Flipper-board.jpg
FA info icon.svg Angle down icon.svg Project data
Authors Nicholas Whisman
Location Houghton, MI
Status Implemented
Completed 2021
Cost USD 15.3
Instance of Grilled cheese maker
OKH Manifest Download

"Implemented" is not in the list (Idea, Designed, Modelled, Prototyped, Verified, Deployed, Commercialized, Clinical trial, In progress) of allowed values for the "Status" property.


The basis for this project was a component of a semester long team project at Michigan Tech to design, develop, and test a robot of our own imagination. Our team decided on creating a grilled cheese making robot, and as part of that a circuit board to control the robot was necessary.

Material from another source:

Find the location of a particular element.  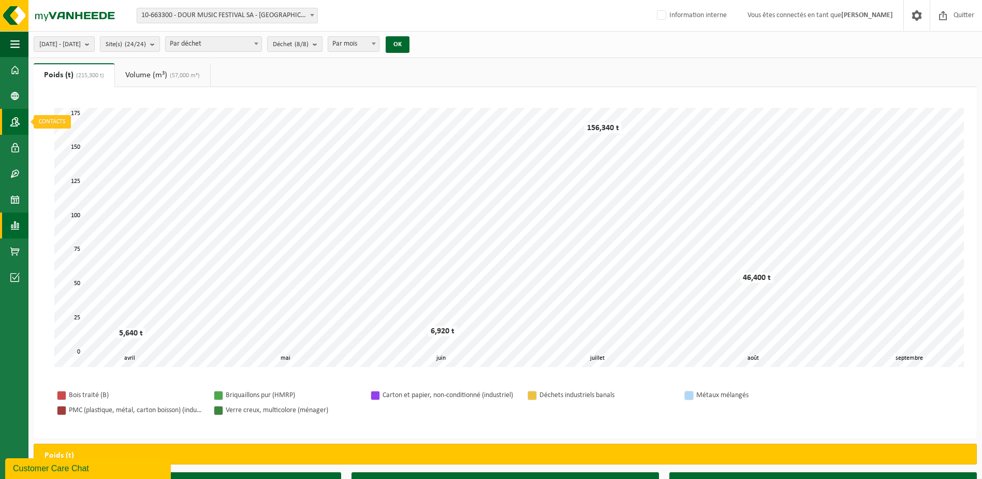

The electrical design for the board was simple in concept-- create a board capable of controlling 3 separate stepper motors and a resistive heating device, while taking in human input, mechanical positions, and thermal readings (to allow for closed-loop control). This could be accomplished (and was accomplished) quite easily using a microcontroller with pulse width modulation capabilities and a few breakout boards for stepper motor control.

Design

Mr-Flipper.pdf

Pictured above is the finished schematic for Mr. Flipper's control board, broken down into pieces that descriptively single out design requirements. The general design was as such-- and Arduino Nano for the microcontroller, as they are robust enough and easy to replace. Connected to PWM pins on the Arduino Nano, there are 3 breakout Pololu A4988 stepper motor driver boards, which are themselves wired to power and some screw terminals for later connection to motors. Additionally connected to the Nano via PWM pins is a 3x1 screw terminal set intended to be the connection points for the resistive heating device. In order to ensure closed-loop control, several connection points were made to be later utilized as potentiometer based position sensors for the stepper motors. A power supply circuit is included for basic safety and distribution. Finally, there is a set of five screw terminals connected to "Clk, Latch, Data, +5V, GND." This port is intended to be a connection point for an NES controller. Human control was a specification for the design, and NES controllers are rather simplistic, so an NES controller was chosen as the control input for convenience and novelty.

Flipper-pcb.png

The final routed PCB for Mr.Flipper's control board is pictured above. It should be noted that this board was explicitly made to be single layer for ease of creation/acquisition-- any pictured top layer traces in practice were replaced with a wire connection. Having a single layer board was technically not a required design specification, but it was chosen so as to quickly manufacture the board at home as opposed to contracting it out.

Materials and Costs

The bill of materials for just this board (and the class project at large) costed approximately $63 dollars, but taking into account only the parts utilized on the board, the cost drops down to approximately $15.30. The entire robot required further expenses (i.e the mechanical components and auxiliary parts out of the scope of the electrical team). The completed BOM is listed below.

Flipper-BOM.pdf

In total, this project took approximately a collective 20-25 hours to complete, from first concepts to soldering.

Final Project Results

Done-Mr-Flipper.jpg

Pictured above is the completed result of the team's efforts-- an automatic grilled cheese making robot. The complete circuit board can be seen rested on the bottom of the device. The 3 stepper motors collectively control the XY positioning of the spatula, and the rotation of the spatula. The device can pick up an unfinished grilled cheese, lift it up into the resistive heating device (seen mounted near the top of the device), leave the sandwich until cooked perfectly, and then remove the sandwich from the device and present it to be eaten.